He arrived discreetly from Toulouse. The flight from France to Barajas airport took 55 minutes and was parked in front of terminal T4 on the morning of March 29. Fresh from the Airbus assembly plant, shiny new, Iberia’s most modern Airbus 320 will begin passenger flights in the coming days. This wouldn’t have much more history if it weren’t for the fact that, in addition to the registration number EC-NZP, the company’s new plane has its own name: María Pepa Colomer, a pioneer who is returning to the skies 92 years after obtaining her pilot’s title.

The cover of the Notas Gráficas section of La Vanguardia on January 22, 1931 had a unique protagonist: María Josefa Colomer. The photo caption said that “he had brilliantly obtained the title of pilot-aviator at the Escola d’Aviació Barcelona, ​​de l’Aeròdrom”. The young pilot appeared dressed in a white, grease-stained frog, with her hands in her pockets and next to one of the biplanes she learned to fly. At the age of 18, she had become the first Catalan and the fourth Spanish woman to get her wings.

Restless since childhood, Mari Pepa’s first flying experience was a jump with an umbrella from the family home, on a second floor. The umbrella broke, as did both of his legs. He did not return there, although studying at the Institute of Culture and Popular Library of the Dona boosted his interest in flying. He was inspired by the American pilot Amelia Earhart, 16 years older and perhaps the most famous aviator of all time. Endorsed by her father, Josep Colomer, and secretly from her mother, Maria Encarnació, Mari Pepa began to receive lessons at the school directed by Josep Canudas, who was convinced that the desire to fly was not a a passing whim but an authentic vocation, which is why she became a student of both Canudas and Josep Maria Carreras, two pioneers of Catalan aviation. In eight months and with 60 hours of flight he got the title. Mrs. Luque officially learned that she had an aviator daughter when the photo published in La Vanguardia appeared.

Colomer wanted to continue gaining experience and improving his skills: he dedicated himself to doing aerial baptisms from El Prat and his story inspired the second local pilot, Dolors (Lolita) Vives. In the spring of 1931 he was in command of one of the planes that flew over Barcelona celebrating the establishment of the Second Republic. She spent all the time she could in the air and in 1935 she became the first Spanish flight instructor. With former aviation professors and other professional colleagues, he founded the first aerial work cooperative in the country and the Catalan aviation school.

During the Civil War he trained new pilots for the forces of the Spanish Republic, made propaganda flights, liaison, coastal surveillance and some wounded evacuations. In the last months of the conflict, he went into exile in France with his friend and mentor, Josep Maria Carreras, whom he later married and had two children with. In a first stage they lived in Toulouse and settled in England. Carreras worked as a pilot for William Maxwell Aitken, banker, media magnate and minister to Winston Churchill.

20 years ago, in March 2003, at the request of businesswoman and pilot Mercè Martí, the general secretary of Sport of the Generalitat held an event in tribute to Mari Pepa Colomer and Dolors Vives. In Getafe and Madrid there are streets reminiscent of Colomer. In Barcelona, ​​near the old Sagrera freight station, a small garden was named after him. In Prat de Llobregat, the character is remembered with the Pepa Colomer, a school center for children, primary and secondary. Mari Pepa Colomer avenue is also an airport road, which passes through the back of the Iberia maintenance hangar, an airline that now remembers it with a new A320 Neo, a model that usually covers the air bridge with Madrid, and the VIP waiting area of ​​Aena’s T1 was named the Colomer room years ago. With all this, the circle closes, since everything is in the Barcelona airport area, which occupies the same land where this pioneer learned to fly.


> EXERCISE PROMPT
Below are records; give the number of their lines that hold the word "header", and write nothing more.

> GIVEN RECORDS

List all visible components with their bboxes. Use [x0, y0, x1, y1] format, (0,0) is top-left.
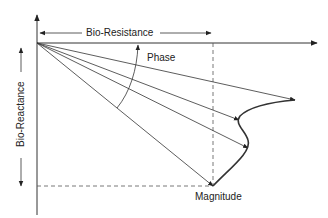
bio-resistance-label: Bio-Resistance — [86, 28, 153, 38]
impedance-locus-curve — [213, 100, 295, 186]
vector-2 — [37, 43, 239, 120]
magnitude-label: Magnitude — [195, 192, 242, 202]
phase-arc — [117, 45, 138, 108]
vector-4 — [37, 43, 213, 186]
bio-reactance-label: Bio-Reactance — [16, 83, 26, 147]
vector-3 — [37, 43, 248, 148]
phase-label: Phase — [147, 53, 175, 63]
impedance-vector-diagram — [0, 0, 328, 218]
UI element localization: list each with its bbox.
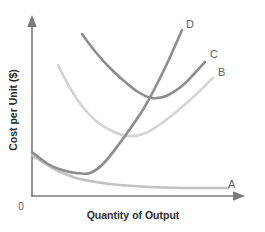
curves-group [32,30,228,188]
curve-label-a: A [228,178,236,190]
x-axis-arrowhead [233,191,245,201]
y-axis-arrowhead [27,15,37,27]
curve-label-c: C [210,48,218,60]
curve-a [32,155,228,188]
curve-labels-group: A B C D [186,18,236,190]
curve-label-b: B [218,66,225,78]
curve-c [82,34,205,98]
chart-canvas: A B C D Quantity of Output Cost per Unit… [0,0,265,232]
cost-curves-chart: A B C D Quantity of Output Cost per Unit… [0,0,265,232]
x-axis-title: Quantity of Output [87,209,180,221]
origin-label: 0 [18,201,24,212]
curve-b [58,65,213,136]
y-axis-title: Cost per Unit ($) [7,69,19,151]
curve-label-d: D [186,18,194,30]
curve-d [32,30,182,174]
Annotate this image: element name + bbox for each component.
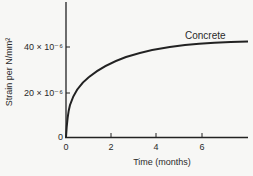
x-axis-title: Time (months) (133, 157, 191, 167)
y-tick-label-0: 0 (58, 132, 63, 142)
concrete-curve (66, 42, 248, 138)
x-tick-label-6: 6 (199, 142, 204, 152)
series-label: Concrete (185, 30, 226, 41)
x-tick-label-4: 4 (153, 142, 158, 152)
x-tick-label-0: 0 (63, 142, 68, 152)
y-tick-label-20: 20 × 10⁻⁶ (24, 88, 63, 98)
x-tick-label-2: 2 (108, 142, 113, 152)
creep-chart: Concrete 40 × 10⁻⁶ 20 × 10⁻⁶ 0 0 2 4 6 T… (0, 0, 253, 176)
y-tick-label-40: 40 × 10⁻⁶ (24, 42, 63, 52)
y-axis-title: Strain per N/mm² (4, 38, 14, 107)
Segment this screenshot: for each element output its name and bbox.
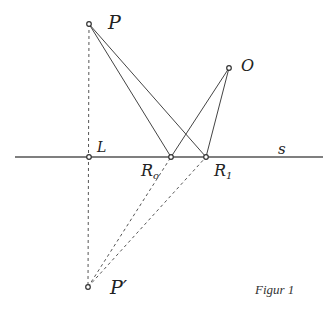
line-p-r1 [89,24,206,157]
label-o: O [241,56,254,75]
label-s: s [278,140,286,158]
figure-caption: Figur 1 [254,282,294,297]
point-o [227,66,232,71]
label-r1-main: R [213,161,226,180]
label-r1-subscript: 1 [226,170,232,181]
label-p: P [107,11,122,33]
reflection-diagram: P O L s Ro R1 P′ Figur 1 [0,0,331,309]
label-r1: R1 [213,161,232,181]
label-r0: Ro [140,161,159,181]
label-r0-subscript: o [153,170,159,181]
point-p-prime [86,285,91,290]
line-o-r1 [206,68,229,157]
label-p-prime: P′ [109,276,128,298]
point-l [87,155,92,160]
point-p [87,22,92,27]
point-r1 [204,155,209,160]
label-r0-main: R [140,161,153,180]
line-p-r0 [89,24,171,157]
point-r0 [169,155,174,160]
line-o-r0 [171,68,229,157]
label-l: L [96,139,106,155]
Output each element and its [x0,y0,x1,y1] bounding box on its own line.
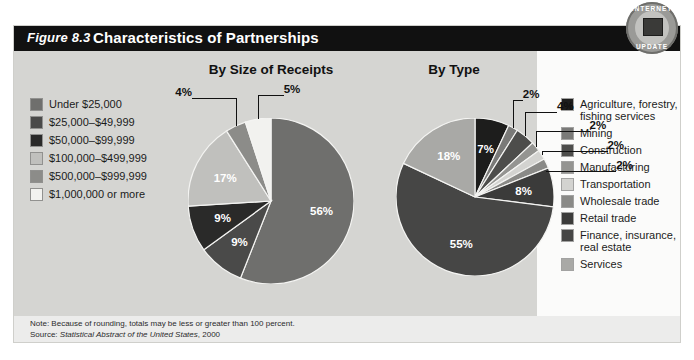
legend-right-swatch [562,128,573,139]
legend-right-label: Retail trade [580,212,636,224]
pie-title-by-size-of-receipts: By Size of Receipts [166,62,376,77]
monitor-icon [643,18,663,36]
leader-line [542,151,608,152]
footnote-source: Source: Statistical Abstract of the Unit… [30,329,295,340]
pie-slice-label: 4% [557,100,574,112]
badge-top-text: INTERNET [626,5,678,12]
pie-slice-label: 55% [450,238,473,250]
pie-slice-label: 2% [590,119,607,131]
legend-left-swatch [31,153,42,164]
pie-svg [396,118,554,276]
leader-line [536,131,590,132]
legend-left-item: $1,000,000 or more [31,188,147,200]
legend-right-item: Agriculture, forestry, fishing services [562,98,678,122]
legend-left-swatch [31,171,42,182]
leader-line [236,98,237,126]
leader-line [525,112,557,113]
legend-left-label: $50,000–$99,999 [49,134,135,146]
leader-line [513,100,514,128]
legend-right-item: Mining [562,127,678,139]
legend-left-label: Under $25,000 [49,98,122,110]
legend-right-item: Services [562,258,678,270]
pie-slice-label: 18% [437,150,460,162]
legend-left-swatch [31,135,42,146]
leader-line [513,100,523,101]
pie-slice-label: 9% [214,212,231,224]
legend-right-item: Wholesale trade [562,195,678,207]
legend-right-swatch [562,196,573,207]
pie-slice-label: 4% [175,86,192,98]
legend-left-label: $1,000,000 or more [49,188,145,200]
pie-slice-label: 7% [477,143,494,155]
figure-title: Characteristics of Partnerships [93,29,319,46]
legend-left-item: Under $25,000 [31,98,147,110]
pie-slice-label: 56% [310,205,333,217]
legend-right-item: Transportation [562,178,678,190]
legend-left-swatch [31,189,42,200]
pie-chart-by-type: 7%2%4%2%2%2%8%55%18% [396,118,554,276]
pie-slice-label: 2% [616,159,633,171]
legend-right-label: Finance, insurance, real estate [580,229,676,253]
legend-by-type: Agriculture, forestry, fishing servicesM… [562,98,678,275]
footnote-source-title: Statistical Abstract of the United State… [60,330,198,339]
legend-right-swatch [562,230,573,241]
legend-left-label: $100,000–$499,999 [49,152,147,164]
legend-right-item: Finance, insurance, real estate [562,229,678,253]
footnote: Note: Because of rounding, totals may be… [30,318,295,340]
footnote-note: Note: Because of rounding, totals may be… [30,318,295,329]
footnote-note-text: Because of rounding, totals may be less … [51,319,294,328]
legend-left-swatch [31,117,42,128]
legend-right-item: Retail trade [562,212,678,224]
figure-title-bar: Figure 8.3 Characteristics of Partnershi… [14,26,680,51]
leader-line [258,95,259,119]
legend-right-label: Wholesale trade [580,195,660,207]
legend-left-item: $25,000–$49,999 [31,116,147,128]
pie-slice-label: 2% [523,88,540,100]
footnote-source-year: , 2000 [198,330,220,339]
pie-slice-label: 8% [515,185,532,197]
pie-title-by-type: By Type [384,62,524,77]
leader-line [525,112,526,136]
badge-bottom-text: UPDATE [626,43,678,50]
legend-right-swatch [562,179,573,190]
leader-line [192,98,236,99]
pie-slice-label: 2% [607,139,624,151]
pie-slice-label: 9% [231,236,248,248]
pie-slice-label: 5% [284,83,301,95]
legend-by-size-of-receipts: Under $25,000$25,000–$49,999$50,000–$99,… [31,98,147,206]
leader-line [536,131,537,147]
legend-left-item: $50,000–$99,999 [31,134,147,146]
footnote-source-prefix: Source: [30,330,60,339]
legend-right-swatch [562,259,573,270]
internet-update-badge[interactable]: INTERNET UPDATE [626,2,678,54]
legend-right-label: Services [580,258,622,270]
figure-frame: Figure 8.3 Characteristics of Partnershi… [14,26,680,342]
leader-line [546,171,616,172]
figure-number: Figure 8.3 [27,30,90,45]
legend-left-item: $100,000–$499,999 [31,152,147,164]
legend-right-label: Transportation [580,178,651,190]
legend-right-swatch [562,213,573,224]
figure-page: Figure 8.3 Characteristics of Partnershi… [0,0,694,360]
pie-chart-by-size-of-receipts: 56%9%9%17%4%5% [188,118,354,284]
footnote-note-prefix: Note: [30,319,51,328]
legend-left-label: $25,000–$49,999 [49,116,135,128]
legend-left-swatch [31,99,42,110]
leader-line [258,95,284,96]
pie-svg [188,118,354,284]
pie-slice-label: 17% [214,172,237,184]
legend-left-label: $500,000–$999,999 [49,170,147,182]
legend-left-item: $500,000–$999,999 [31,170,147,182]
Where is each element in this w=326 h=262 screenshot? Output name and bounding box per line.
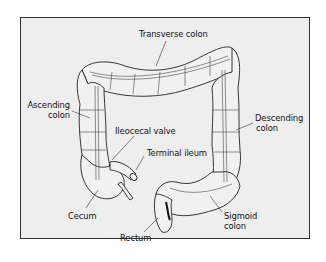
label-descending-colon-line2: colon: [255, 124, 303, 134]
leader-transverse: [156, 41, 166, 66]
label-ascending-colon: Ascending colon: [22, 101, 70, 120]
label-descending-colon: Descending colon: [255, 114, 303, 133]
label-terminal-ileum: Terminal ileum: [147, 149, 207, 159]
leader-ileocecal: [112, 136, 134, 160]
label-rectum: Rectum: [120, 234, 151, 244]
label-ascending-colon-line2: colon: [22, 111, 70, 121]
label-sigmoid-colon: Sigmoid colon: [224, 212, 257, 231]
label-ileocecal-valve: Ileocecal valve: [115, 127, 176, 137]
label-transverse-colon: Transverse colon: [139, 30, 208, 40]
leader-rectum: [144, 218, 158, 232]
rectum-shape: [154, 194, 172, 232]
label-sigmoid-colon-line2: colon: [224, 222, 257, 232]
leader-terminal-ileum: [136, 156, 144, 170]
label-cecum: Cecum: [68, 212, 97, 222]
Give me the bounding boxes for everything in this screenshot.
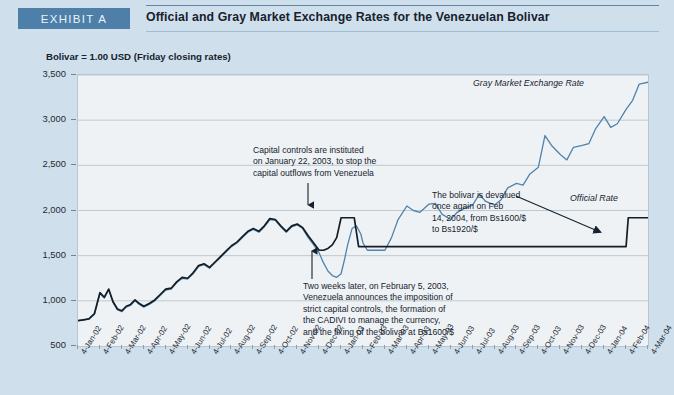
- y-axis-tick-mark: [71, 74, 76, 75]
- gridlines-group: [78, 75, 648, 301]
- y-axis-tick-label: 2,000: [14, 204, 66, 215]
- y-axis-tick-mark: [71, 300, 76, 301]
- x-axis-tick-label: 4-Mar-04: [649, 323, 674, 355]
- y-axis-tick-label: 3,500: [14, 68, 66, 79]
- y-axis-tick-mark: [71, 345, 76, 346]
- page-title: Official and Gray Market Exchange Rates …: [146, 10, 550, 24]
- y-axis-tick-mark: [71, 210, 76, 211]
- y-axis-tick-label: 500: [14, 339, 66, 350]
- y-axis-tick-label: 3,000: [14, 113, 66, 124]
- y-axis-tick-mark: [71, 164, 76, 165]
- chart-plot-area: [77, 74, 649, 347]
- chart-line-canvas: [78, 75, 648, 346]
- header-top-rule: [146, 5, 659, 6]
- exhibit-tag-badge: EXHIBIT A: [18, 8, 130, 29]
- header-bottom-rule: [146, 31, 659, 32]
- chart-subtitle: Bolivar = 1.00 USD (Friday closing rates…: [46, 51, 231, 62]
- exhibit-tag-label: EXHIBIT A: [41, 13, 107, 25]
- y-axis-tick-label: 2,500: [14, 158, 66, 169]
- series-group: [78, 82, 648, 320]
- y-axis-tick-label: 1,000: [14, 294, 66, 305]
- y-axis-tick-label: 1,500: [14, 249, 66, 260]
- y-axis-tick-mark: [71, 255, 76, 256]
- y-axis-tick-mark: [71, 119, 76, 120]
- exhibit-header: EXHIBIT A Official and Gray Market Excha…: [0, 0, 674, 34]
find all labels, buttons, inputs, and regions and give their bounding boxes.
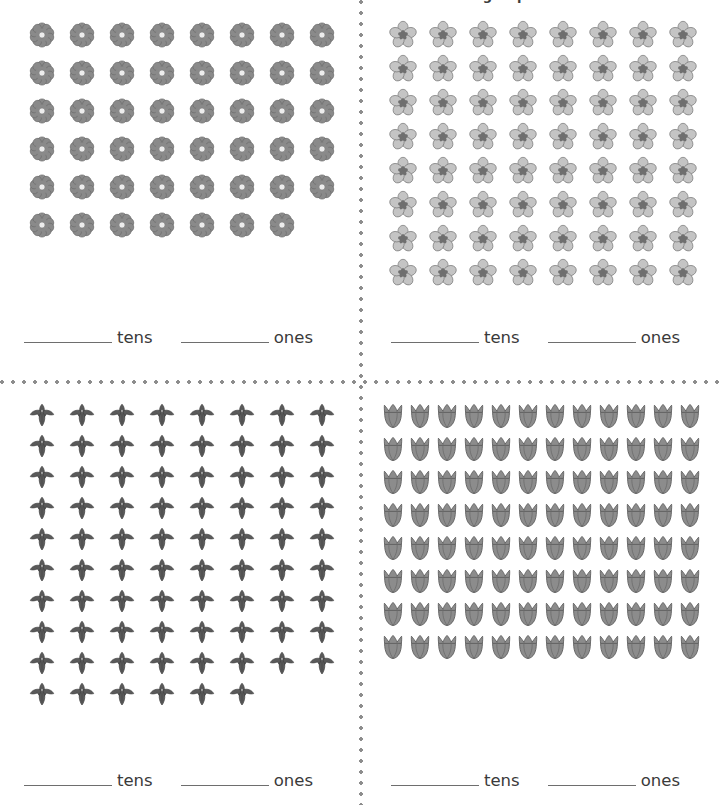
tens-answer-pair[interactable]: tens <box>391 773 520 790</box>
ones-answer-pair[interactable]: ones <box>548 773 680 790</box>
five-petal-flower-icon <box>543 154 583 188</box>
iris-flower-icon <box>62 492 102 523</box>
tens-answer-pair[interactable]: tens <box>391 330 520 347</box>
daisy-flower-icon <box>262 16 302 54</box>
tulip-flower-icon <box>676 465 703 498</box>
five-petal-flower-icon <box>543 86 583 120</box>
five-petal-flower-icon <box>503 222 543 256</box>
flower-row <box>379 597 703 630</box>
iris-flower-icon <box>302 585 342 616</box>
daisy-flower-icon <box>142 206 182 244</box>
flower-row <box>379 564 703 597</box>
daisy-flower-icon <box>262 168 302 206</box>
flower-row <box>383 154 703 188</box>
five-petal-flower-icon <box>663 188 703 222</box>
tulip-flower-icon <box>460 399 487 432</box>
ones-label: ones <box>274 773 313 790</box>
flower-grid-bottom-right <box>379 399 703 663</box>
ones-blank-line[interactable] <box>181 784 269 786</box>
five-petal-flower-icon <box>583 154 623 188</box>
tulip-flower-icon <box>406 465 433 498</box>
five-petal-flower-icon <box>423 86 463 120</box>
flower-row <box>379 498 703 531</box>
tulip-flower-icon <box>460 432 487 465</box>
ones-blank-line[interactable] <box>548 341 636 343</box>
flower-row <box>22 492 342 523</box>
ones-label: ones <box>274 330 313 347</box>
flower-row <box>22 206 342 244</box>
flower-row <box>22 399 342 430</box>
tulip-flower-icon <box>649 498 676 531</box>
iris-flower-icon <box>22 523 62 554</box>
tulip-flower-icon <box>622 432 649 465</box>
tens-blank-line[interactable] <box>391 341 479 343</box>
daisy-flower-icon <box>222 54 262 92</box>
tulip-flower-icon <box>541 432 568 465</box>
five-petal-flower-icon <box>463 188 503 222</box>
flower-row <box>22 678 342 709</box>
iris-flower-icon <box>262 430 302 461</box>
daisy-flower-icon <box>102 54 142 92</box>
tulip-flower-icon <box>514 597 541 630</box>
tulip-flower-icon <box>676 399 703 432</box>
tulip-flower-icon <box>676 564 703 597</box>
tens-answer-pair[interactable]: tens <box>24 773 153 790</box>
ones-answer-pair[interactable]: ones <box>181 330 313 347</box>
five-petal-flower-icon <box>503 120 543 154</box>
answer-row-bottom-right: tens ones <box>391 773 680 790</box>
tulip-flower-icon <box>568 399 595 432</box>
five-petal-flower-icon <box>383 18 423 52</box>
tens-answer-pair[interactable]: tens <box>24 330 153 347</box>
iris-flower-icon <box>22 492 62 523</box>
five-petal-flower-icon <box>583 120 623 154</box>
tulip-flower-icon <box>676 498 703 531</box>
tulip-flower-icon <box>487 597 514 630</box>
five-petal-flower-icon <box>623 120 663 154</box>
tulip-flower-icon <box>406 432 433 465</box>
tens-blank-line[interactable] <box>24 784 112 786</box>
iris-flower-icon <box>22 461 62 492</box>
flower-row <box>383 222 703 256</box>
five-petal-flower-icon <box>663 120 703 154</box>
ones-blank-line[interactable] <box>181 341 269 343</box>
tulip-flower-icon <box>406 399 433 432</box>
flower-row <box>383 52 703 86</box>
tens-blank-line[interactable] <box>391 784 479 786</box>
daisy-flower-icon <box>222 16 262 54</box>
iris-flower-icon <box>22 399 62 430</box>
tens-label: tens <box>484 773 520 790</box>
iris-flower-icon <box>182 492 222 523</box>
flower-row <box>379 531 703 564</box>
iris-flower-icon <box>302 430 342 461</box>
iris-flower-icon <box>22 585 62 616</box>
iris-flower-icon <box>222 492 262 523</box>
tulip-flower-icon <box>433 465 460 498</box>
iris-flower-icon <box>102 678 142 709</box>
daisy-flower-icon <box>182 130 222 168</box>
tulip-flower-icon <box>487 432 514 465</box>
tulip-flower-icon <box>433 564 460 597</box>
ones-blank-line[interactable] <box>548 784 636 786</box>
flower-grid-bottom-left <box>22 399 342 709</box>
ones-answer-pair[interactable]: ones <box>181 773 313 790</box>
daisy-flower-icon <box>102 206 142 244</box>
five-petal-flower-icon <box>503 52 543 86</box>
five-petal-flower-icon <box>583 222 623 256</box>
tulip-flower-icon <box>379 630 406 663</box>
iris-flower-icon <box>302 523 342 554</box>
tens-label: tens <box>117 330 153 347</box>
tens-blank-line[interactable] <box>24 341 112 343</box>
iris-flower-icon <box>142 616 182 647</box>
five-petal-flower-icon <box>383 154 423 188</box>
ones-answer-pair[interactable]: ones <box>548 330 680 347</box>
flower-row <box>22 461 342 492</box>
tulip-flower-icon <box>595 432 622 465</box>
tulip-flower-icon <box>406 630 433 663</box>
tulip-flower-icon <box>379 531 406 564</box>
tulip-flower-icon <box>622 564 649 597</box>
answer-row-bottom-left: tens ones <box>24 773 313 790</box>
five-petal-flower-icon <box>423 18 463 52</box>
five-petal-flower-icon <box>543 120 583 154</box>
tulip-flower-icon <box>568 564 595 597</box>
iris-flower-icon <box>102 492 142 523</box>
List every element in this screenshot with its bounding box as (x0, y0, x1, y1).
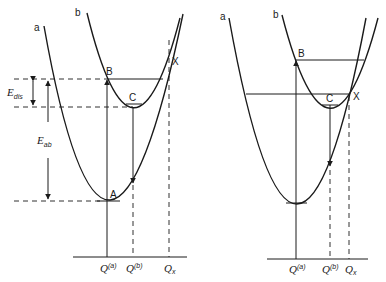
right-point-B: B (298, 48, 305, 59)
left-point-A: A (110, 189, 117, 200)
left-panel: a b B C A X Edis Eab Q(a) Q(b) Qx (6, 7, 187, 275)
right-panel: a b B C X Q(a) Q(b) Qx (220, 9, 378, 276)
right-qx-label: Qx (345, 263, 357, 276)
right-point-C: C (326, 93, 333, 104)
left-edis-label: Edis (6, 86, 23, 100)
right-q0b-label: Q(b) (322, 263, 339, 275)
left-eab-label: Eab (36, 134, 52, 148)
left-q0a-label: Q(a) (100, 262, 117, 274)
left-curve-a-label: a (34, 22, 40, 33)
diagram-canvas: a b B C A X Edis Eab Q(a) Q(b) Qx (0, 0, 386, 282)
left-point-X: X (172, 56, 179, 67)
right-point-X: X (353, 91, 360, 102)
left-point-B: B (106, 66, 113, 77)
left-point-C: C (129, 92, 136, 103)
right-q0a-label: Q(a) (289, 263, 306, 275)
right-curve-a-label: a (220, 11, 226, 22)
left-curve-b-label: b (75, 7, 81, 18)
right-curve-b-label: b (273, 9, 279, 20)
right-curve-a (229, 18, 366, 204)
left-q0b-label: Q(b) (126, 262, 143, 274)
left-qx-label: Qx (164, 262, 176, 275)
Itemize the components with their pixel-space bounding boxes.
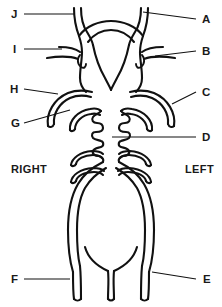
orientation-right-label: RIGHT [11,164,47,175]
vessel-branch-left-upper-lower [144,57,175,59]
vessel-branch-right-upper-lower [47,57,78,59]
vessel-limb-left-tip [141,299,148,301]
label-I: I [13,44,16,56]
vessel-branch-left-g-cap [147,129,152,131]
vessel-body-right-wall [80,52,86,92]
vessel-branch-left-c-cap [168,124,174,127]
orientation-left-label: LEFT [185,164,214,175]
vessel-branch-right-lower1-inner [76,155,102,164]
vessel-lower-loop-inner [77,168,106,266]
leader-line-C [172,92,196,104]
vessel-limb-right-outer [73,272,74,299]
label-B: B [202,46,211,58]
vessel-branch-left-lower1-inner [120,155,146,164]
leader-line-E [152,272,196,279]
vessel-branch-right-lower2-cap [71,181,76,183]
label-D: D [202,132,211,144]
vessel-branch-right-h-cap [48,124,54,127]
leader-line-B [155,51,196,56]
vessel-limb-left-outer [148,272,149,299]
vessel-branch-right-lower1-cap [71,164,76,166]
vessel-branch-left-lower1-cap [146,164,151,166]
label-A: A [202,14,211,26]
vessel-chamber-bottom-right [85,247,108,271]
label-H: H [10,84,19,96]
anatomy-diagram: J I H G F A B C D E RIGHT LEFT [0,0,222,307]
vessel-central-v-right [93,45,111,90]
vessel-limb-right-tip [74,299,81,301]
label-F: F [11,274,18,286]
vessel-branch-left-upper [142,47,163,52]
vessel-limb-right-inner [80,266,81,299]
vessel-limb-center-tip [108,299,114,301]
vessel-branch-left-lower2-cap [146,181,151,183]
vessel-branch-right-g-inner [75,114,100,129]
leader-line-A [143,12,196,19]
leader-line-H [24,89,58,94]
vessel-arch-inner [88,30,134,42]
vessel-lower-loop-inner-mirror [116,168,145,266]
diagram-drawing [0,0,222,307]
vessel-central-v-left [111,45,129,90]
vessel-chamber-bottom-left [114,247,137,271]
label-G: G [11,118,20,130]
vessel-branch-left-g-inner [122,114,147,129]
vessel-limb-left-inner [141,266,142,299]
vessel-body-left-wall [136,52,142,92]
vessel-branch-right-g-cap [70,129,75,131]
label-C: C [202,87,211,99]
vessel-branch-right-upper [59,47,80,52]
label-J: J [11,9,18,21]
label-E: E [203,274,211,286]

> ANSWER FOR THIS EXERCISE
3